Simple plot: London cleaning lady sees a wealthy employer’s Dior dress and longs for one. The beautiful garment sets Mrs. Harris’ imagination flying; no practical considerations interfere. A long, improbable sequence results where she eventually accumulates enough money, flies to Paris and attends a designer fashion show. As she watches one beautiful garment after another on a series of graceful models, the look on her face is pure delight. A war widow, her usual attire is shabby apron. She is more accustomed to hanging, cleaning and mending other peoples’ clothes than owning anything lovely herself. Her cheeky cockney comments puncture the other-worldly atmosphere of French haute couture. Again defying reality, she makes friends there and orders her dress.
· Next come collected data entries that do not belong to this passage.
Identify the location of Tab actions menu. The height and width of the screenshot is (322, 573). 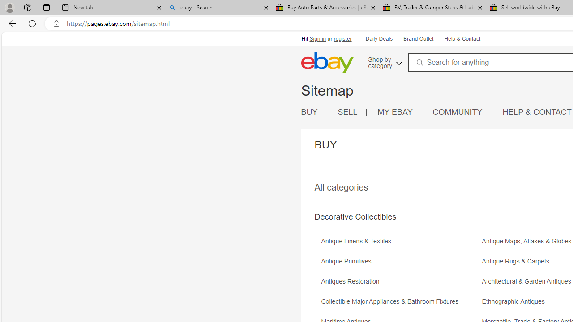
(47, 7). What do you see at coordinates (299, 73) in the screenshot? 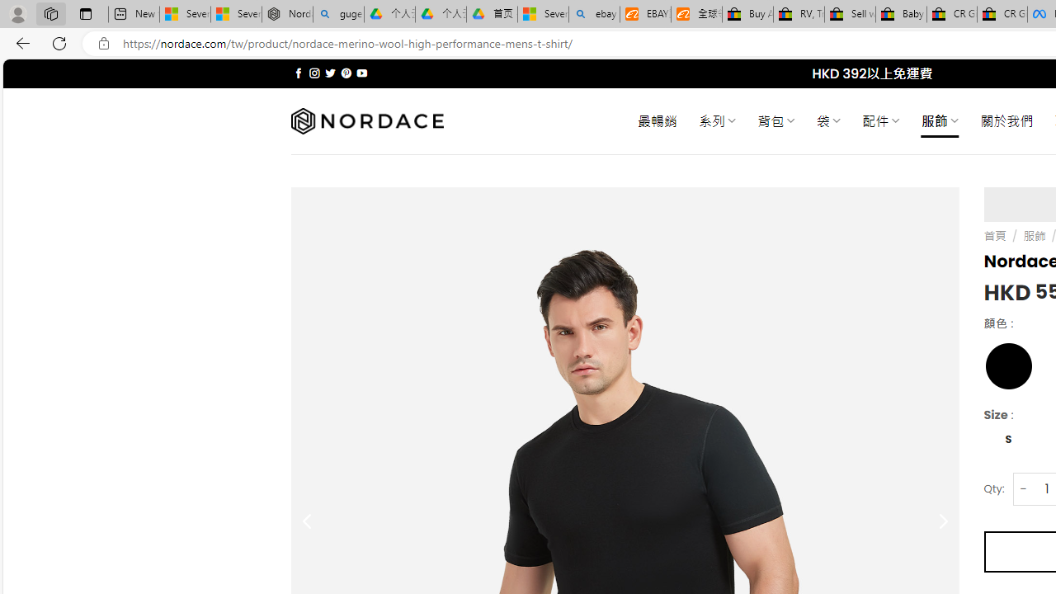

The only realistic note in this sugar-spun tale is the garbage collector’s strike, so scenes of Paris are strewn with piles of rubbish even the formidable Mrs. Harris can’t clean up. (She has briskly arranged a romance, threatened a garment workers’ strike and helped direct the house of Dior towards a more sustainable future, marketing an accessible, affordable line.) But like Cinderella, she returns to her dismal London flat and lonely life. With a few last-minute saves, the film ends on a happy note. But more important elements of parable underlie the plot.
Garment metaphors in Scripture begin with God’s gentle question to Adam and Eve in Genesis 3:1-21, “who told you that you were naked?” In the final verse of that passage, God like a protective mum makes soft “garments of skin” to clothe them. Isaiah 61:10 says that God clothes us as bride and bridegroom adorn themselves. The father of the prodigal son clothes him with “the best” robe, sandals and ring to restore his lost dignity (Luke 15:11-32). Our identity is affected by what we wear: contrast the doctor or nurse in white coat or scrubs with their at-home attire of jeans and sweats. Sometimes in a new shirt, we feel like “hot stuff.”
African-American theologian and author Howard Thurman learned from his grandmother that knowing one was God’s daughter or son affirmed the dignity even of slaves. He writes in Jesus and the Disinherited: “And you know, when my grandmother said that she would unconsciously straighten up, head high and chest out, and a faraway look would come on her face.”
Ah, Mrs. Harris, internal daughter of royalty beneath your apron and beyond your floor scrubbing! If we truly believe in our inherent dignity and preciousness to God, then aren’t we all the cleaning lady lifted into the swishing beauty, the dream of what-could-be?